Egyptian President Mohamed Morsi and his Muslim Brotherhood have made their peace with a military elite that hounded them for decades.
Yesterday, Egyptian President Mohamed Morsi raised taxes on a host of goods and services, among them alcohol, tobacco, advertising, and construction rebar. Then at around 2 a.m. today, he suspended the tax increases with a short update to his public Facebook account.
The image of President Morsi in his pajamas padding to his computer to change legislation with a few keystrokes is, in essence, what's filling Egyptian human rights activists and secular politicians with so much dread. Morsi can legislate at whim. And he's demonstrated an appetite for doing so.
Now, he and the Muslim Brotherhood that propelled him to power appear to be accommodating themselves to the authoritarian institutions that worked so well during the country's nearly 60 years of military-backed dictatorship. Concessions have been made to protect the military's autonomy and business interests, and in return Morsi appears to have secured the cooperation of the military.
One law he passed yesterday and did not rescind in a late-night bout of leader's remorse will put that cooperation to the test. The law empowers the Egyptian military to arrest civilians as deemed necessary to maintain "public order" until a referendum on a new Egyptian constitution, scheduled for Dec. 15, is finished. "Public order" offenses were a favorite method of Mubarak's police state for controlling and punishing political dissent.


• Work order:
Print every entry word for word, but omit the pictures.

[Saved data entries]
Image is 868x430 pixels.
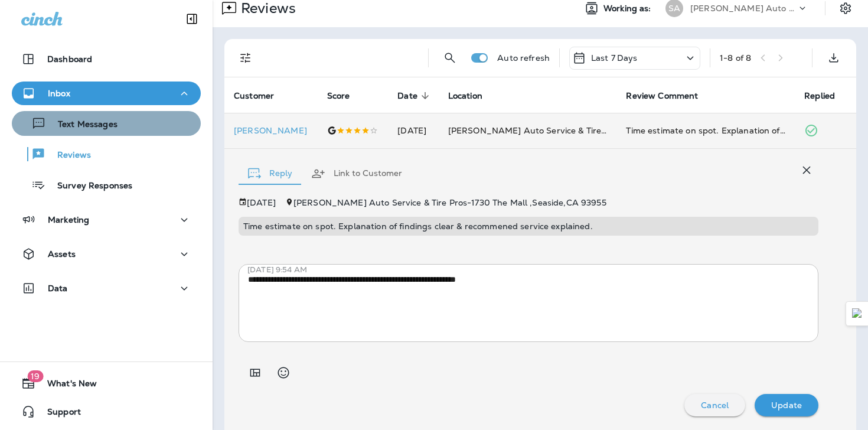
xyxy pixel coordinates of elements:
[626,91,713,101] span: Review Comment
[448,91,482,101] span: Location
[12,47,201,71] button: Dashboard
[175,7,208,31] button: Collapse Sidebar
[12,242,201,266] button: Assets
[701,400,728,410] p: Cancel
[12,371,201,395] button: 19What's New
[243,361,267,385] button: Add in a premade template
[497,53,550,62] p: Auto refresh
[234,91,274,101] span: Customer
[327,91,350,101] span: Score
[771,400,801,410] p: Update
[48,89,70,98] p: Inbox
[12,82,201,105] button: Inbox
[48,283,68,293] p: Data
[398,91,433,101] span: Date
[388,113,438,149] td: [DATE]
[293,197,606,208] span: [PERSON_NAME] Auto Service & Tire Pros - 1730 The Mall , Seaside , CA 93955
[12,400,201,424] button: Support
[684,394,745,417] button: Cancel
[247,198,275,207] p: [DATE]
[45,181,132,192] p: Survey Responses
[48,215,89,225] p: Marketing
[243,222,813,231] p: Time estimate on spot. Explanation of findings clear & recommened service explained.
[234,91,289,101] span: Customer
[754,394,818,417] button: Update
[45,150,91,161] p: Reviews
[48,249,75,259] p: Assets
[626,125,785,137] div: Time estimate on spot. Explanation of findings clear & recommened service explained.
[626,91,698,101] span: Review Comment
[327,91,365,101] span: Score
[302,152,411,195] button: Link to Customer
[720,53,751,62] div: 1 - 8 of 8
[448,91,498,101] span: Location
[12,276,201,300] button: Data
[47,54,92,64] p: Dashboard
[398,91,417,101] span: Date
[12,111,201,136] button: Text Messages
[804,91,835,101] span: Replied
[27,370,43,382] span: 19
[238,152,302,195] button: Reply
[35,379,97,393] span: What's New
[821,46,845,70] button: Export as CSV
[438,46,462,70] button: Search Reviews
[272,361,295,385] button: Select an emoji
[12,142,201,167] button: Reviews
[35,407,81,421] span: Support
[804,91,850,101] span: Replied
[591,53,638,62] p: Last 7 Days
[12,173,201,197] button: Survey Responses
[12,208,201,232] button: Marketing
[234,46,257,70] button: Filters
[690,4,796,13] p: [PERSON_NAME] Auto Service & Tire Pros
[234,126,308,135] p: [PERSON_NAME]
[247,265,827,274] p: [DATE] 9:54 AM
[448,125,621,136] span: [PERSON_NAME] Auto Service & Tire Pros
[234,126,308,135] div: Click to view Customer Drawer
[852,308,862,319] img: Detect Auto
[603,4,654,14] span: Working as:
[46,120,118,130] p: Text Messages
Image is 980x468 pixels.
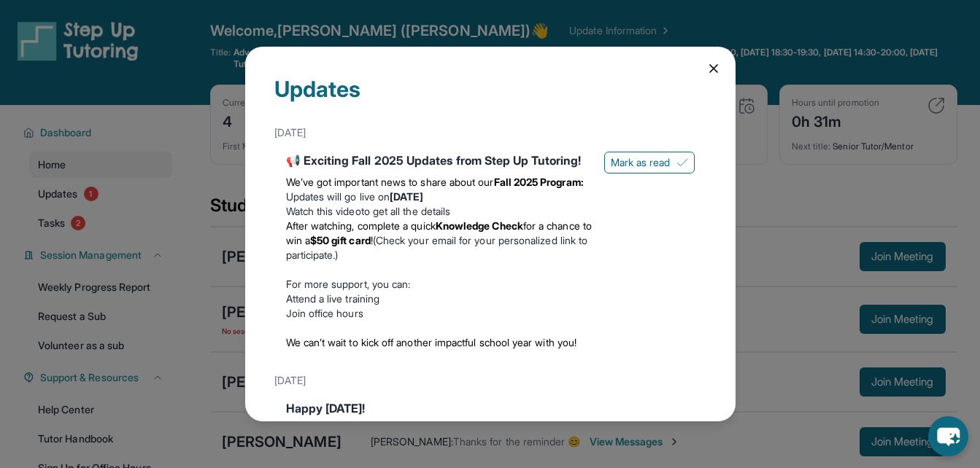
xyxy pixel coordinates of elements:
[286,336,577,349] span: We can’t wait to kick off another impactful school year with you!
[928,416,968,457] button: chat-button
[370,234,373,246] span: !
[310,234,370,246] strong: $50 gift card
[604,152,694,173] button: Mark as read
[286,204,592,218] li: to get all the details
[610,155,670,170] span: Mark as read
[435,219,523,232] strong: Knowledge Check
[286,218,592,263] li: (Check your email for your personalized link to participate.)
[286,152,592,169] div: 📢 Exciting Fall 2025 Updates from Step Up Tutoring!
[286,219,435,232] span: After watching, complete a quick
[274,368,706,394] div: [DATE]
[286,205,361,218] a: Watch this video
[274,120,706,146] div: [DATE]
[389,190,423,203] strong: [DATE]
[286,277,592,291] p: For more support, you can:
[286,176,494,188] span: We’ve got important news to share about our
[286,190,592,204] li: Updates will go live on
[676,157,688,168] img: Mark as read
[494,176,584,188] strong: Fall 2025 Program:
[274,76,706,120] div: Updates
[286,292,380,305] a: Attend a live training
[286,307,363,319] a: Join office hours
[286,400,694,417] div: Happy [DATE]!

• Solution for this problem:
Image is 868x430 pixels.
xyxy pixel coordinates of elements:
[626,91,713,101] span: Review Comment
[448,91,482,101] span: Location
[12,47,201,71] button: Dashboard
[175,7,208,31] button: Collapse Sidebar
[12,242,201,266] button: Assets
[701,400,728,410] p: Cancel
[12,371,201,395] button: 19What's New
[243,361,267,385] button: Add in a premade template
[497,53,550,62] p: Auto refresh
[234,91,274,101] span: Customer
[327,91,350,101] span: Score
[771,400,801,410] p: Update
[48,89,70,98] p: Inbox
[12,82,201,105] button: Inbox
[48,283,68,293] p: Data
[398,91,433,101] span: Date
[388,113,438,149] td: [DATE]
[293,197,606,208] span: [PERSON_NAME] Auto Service & Tire Pros - 1730 The Mall , Seaside , CA 93955
[12,400,201,424] button: Support
[684,394,745,417] button: Cancel
[247,198,275,207] p: [DATE]
[45,181,132,192] p: Survey Responses
[48,215,89,225] p: Marketing
[243,222,813,231] p: Time estimate on spot. Explanation of findings clear & recommened service explained.
[234,91,289,101] span: Customer
[754,394,818,417] button: Update
[45,150,91,161] p: Reviews
[48,249,75,259] p: Assets
[626,125,785,137] div: Time estimate on spot. Explanation of findings clear & recommened service explained.
[626,91,698,101] span: Review Comment
[327,91,365,101] span: Score
[302,152,411,195] button: Link to Customer
[720,53,751,62] div: 1 - 8 of 8
[448,91,498,101] span: Location
[12,276,201,300] button: Data
[47,54,92,64] p: Dashboard
[398,91,417,101] span: Date
[12,111,201,136] button: Text Messages
[804,91,835,101] span: Replied
[27,370,43,382] span: 19
[238,152,302,195] button: Reply
[35,379,97,393] span: What's New
[821,46,845,70] button: Export as CSV
[438,46,462,70] button: Search Reviews
[272,361,295,385] button: Select an emoji
[12,142,201,167] button: Reviews
[35,407,81,421] span: Support
[804,91,850,101] span: Replied
[591,53,638,62] p: Last 7 Days
[12,173,201,197] button: Survey Responses
[12,208,201,232] button: Marketing
[234,46,257,70] button: Filters
[690,4,796,13] p: [PERSON_NAME] Auto Service & Tire Pros
[234,126,308,135] p: [PERSON_NAME]
[247,265,827,274] p: [DATE] 9:54 AM
[448,125,621,136] span: [PERSON_NAME] Auto Service & Tire Pros
[234,126,308,135] div: Click to view Customer Drawer
[852,308,862,319] img: Detect Auto
[603,4,654,14] span: Working as:
[46,120,118,130] p: Text Messages
Image is 980x468 pixels.
xyxy pixel coordinates of elements:
[286,336,577,349] span: We can’t wait to kick off another impactful school year with you!
[928,416,968,457] button: chat-button
[370,234,373,246] span: !
[310,234,370,246] strong: $50 gift card
[604,152,694,173] button: Mark as read
[286,204,592,218] li: to get all the details
[610,155,670,170] span: Mark as read
[435,219,523,232] strong: Knowledge Check
[286,218,592,263] li: (Check your email for your personalized link to participate.)
[286,152,592,169] div: 📢 Exciting Fall 2025 Updates from Step Up Tutoring!
[286,219,435,232] span: After watching, complete a quick
[274,368,706,394] div: [DATE]
[286,205,361,218] a: Watch this video
[274,120,706,146] div: [DATE]
[389,190,423,203] strong: [DATE]
[286,277,592,291] p: For more support, you can:
[286,176,494,188] span: We’ve got important news to share about our
[286,190,592,204] li: Updates will go live on
[676,157,688,168] img: Mark as read
[494,176,584,188] strong: Fall 2025 Program:
[274,76,706,120] div: Updates
[286,292,380,305] a: Attend a live training
[286,307,363,319] a: Join office hours
[286,400,694,417] div: Happy [DATE]!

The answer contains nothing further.